A local joint research team said that they had discovered a potential therapy for adrenoleukodystrophy (ALD) -- also called the “Lorenzo’s oil disease” after a movie title -- through the gene scissor technique.

A joint research team, led by Professor Cho Sung-rae (left) at Severance Hospital and Professor Bae Sang-soo at Hanyang University, has discovered a potential treatment option for Lorenzo’s oil disease.
A joint research team, led by Professor Cho Sung-rae (left) at Severance Hospital and Professor Bae Sang-soo at Hanyang University, has discovered a potential treatment option for Lorenzo’s oil disease.

The team, led by Professor Cho Sung-rae of the Department of Rehabilitation Medicine at Severance Hospital and Professor Bae Sang-soo of the Department of Chemistry at Hanyang University, found it after correcting the mutated gene through gene scissors in cells derived from ALD patients and in animal models.

ALD is a genetic mutation in ABCD1, which is responsible for transporting fatty acids and is a hereditary rare and incurable disease in which very long-chain fatty acids abnormally accumulated in the nervous system and adrenal cortex and destroys the myelin surrounding the nerves. In severe cases, it can cause paralysis in the brain-spinal nerve system and makes it difficult for patients to walk.

To treat the symptoms, hospitals conventionally administered Lorenzo's oil, a combination of erucic acid and oleic acid, or bone marrow transplantation.

However, as the treatment did not cure the disease, there was an urgent need for a fundamental treatment, and various researchers have focused their attention on gene therapy.

The joint research team, too, applied gene-editing therapy using gene scissors to patient-derived cells and animal models for the first time to correct mutated genes in ALD patients.

Professor Bae's team used the homology-independent targeted insertion (HITI) method and the adenine base editing (ABE) method to insert the normal ABCD1 gene into the target site in cells collected from ALD patients succeeded in gene editing.

Gene editing is a method of correcting a mutated gene that causes disease by replacing a part of the DNA with errors with gene scissors, and ABE replaces one adenine base based on guide RNA.

Afterward, Professor Cho's team tried gene-editing therapy using adeno-associated virus vectors in an ALD animal model. As a result, the team confirmed that ABCD1 mRNA expression increased in the brain, spinal cord, liver, kidney, and adrenal glands while decreasing long-chain fatty acids in the blood.

"This is the first successful study of applying gene-editing therapy, a method of precisely inserting a normal gene into a target site, to cells and animal models derived from ALD," Professor Bae said.

Professor Cho said, “Through the results of this study, we confirmed the possibility of gene editing to treat not only ALD but also various intractable diseases caused by genetic mutations.”

Molecular Therapy has published the study in its latest issue.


* [PROBLEM DESCRIPTION]
With images excluded, write out each entry below exactly as given.

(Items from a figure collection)

__________________________________________________

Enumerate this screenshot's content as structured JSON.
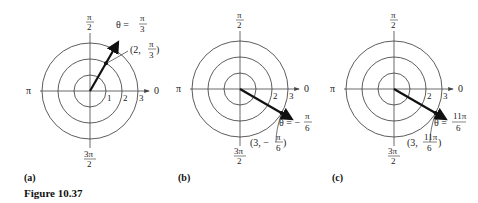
{
  "figure": {
    "title": "Figure 10.37"
  },
  "axis_labels": {
    "zero": "0",
    "half_pi_num": "π",
    "half_pi_den": "2",
    "pi": "π",
    "three_half_pi_num": "3π",
    "three_half_pi_den": "2"
  },
  "ring_labels": [
    "1",
    "2",
    "3"
  ],
  "panels": [
    {
      "caption": "(a)",
      "theta_label_prefix": "θ =",
      "theta_num": "π",
      "theta_den": "3",
      "point_label_left": "(2,",
      "point_num": "π",
      "point_den": "3",
      "point_label_right": ")",
      "r": 2,
      "angle_deg": 60
    },
    {
      "caption": "(b)",
      "theta_label_prefix": "θ = −",
      "theta_num": "π",
      "theta_den": "6",
      "point_label_left": "(3, −",
      "point_num": "π",
      "point_den": "6",
      "point_label_right": ")",
      "r": 3,
      "angle_deg": -30
    },
    {
      "caption": "(c)",
      "theta_label_prefix": "θ =",
      "theta_num": "11π",
      "theta_den": "6",
      "point_label_left": "(3,",
      "point_num": "11π",
      "point_den": "6",
      "point_label_right": ")",
      "r": 3,
      "angle_deg": 330
    }
  ]
}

__________________________________________________

* [YOUR RESPONSE]
Enumerate this screenshot's content as structured JSON.
{
  "figure": {
    "title": "Figure 10.37"
  },
  "axis_labels": {
    "zero": "0",
    "half_pi_num": "π",
    "half_pi_den": "2",
    "pi": "π",
    "three_half_pi_num": "3π",
    "three_half_pi_den": "2"
  },
  "ring_labels": [
    "1",
    "2",
    "3"
  ],
  "panels": [
    {
      "caption": "(a)",
      "theta_label_prefix": "θ =",
      "theta_num": "π",
      "theta_den": "3",
      "point_label_left": "(2,",
      "point_num": "π",
      "point_den": "3",
      "point_label_right": ")",
      "r": 2,
      "angle_deg": 60
    },
    {
      "caption": "(b)",
      "theta_label_prefix": "θ = −",
      "theta_num": "π",
      "theta_den": "6",
      "point_label_left": "(3, −",
      "point_num": "π",
      "point_den": "6",
      "point_label_right": ")",
      "r": 3,
      "angle_deg": -30
    },
    {
      "caption": "(c)",
      "theta_label_prefix": "θ =",
      "theta_num": "11π",
      "theta_den": "6",
      "point_label_left": "(3,",
      "point_num": "11π",
      "point_den": "6",
      "point_label_right": ")",
      "r": 3,
      "angle_deg": 330
    }
  ]
}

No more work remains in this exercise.